Gwamz Is Done Playing It Safe with 'Life of The Party' EP
- Valentina Reynolds
- Sep 1
- 3 min read

If you heard South West London’s Gwamz 'French Tips' at a day party this summer, you probably caught the look. The one that says, who is this? then another one when Efosa's verse kicks in. It's the kind of song that makes you check your Shazam like it’s a reflex. But the real move wasn’t the single. It’s what is to follow.
For the last few years, Gwamz has been edging toward this moment. Close followers would’ve clocked the shift. There were flashes - early tracks where his cadence bent toward amapiano drums, or the confidence he carried on grimey basslines without ever fully diving into grime. But Life of The Party is the first time he sounds fully dialled in. The textures are brighter, the direction clearer. He’s not dabbling anymore he’s decided. And what he’s decided is that this scene needs a different kind of loud.
Gwamz has never claimed to be underground, but he’s also not reaching for formula. If anything, this new EP sits in that slippery middle lane: not boxed by a single sound, but anchored in a voice that knows exactly what it wants to say. What one notices with his music is that not every track is out to please. Some of them sting. The clever part in that is that we tend to remember the sting more than the pleasing moments - pain sits with us.
'HOT GURLZ' kicks the door open, all bounce and bravado, setting the tempo before the project really starts to unfold. 'VIBRATE' takes things up again, but in a smarter way - BXKS slides in with a verse that doesn’t just match the energy, it flips it. The chemistry isn’t accidental. These are two artists playing at the edge of what the UK scene is letting itself sound like, and they’re making it look easy. It’s not.

Then there’s 'YAGI,' give us whats left after you remove the high hats - what’s left is space. He knows the contrast is doing the work for him. It’s a track that quietly challenges the idea that this project is just here to make you move. It’s also here to make you clock the silence after the song ends.
Amapiano’s fingerprints are all over Life of The Party, although it isn’t a genre exercise - it’s instinctive. The beats slide, shimmer, stutter. There’s polish, but no one’s trying to impress you.. Gwamz sounds most comfortable when the production sits just a little off-centre - or so is my observation.
Part of what makes this project feel sharp is how it never gets too comfortable. One minute you’re coasting through a hook, the next you’re catching a line that cuts a little deeper. Gwamz doesn’t make a point of being ‘vulnerable,’ but it’s there - in phrasing, in space, in restraint.
And then there’s the fact that people are watching. Skeete brought him on tour. DJ Semtex and Ellie Prohan spun the singles. All suggesting an industry attention that’s rare at this stage. Especially for an artist doing something that doesn’t sit neatly on a playlist algorithm.
It feels and sounds like Gwamz is testing what he can get away with. The Ghanaian rhythms, the South London phrasing, the confidence to let a beat ride a little too long before jumping in - all of it feels like a dare. Not to the listener, but to the space he’s operating in. Can it stretch to make room for this? Maybe that was his thought process during the recording?
I also feel like there’s a version of this project that could’ve been safer. That one might’ve streamed better, landed more syncs, chased TikTok. Gwamz didn’t make that one. He made the one he had to make now. Which means the next one could go anywhere.
That’s the real question this EP leaves you with: what happens when you stop trying to get in the room and start designing the party yourself?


Your goal: Report each line of the entries below that includes "want".

─── Excerpted data

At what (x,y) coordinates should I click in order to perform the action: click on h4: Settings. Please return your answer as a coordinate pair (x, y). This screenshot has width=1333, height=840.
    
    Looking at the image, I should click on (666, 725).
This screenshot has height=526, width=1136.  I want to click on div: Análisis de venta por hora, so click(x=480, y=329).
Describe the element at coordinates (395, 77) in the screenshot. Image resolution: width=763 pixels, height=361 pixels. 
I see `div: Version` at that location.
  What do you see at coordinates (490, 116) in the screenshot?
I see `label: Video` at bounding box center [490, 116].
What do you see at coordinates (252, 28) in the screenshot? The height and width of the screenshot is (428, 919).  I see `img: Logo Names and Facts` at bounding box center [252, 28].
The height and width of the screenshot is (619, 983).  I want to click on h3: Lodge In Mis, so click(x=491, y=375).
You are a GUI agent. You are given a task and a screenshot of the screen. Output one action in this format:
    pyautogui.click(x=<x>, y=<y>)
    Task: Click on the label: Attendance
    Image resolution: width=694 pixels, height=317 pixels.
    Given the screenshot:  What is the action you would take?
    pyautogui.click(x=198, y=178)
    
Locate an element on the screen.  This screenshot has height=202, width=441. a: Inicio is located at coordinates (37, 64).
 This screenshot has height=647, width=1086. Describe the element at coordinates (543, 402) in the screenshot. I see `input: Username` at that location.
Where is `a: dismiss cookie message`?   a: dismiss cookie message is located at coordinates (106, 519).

──────

The completed task:
This screenshot has height=526, width=1136.  I want to click on div: Análisis de venta por hora, so click(x=480, y=329).
The height and width of the screenshot is (619, 983).  I want to click on h3: Lodge In Mis, so click(x=491, y=375).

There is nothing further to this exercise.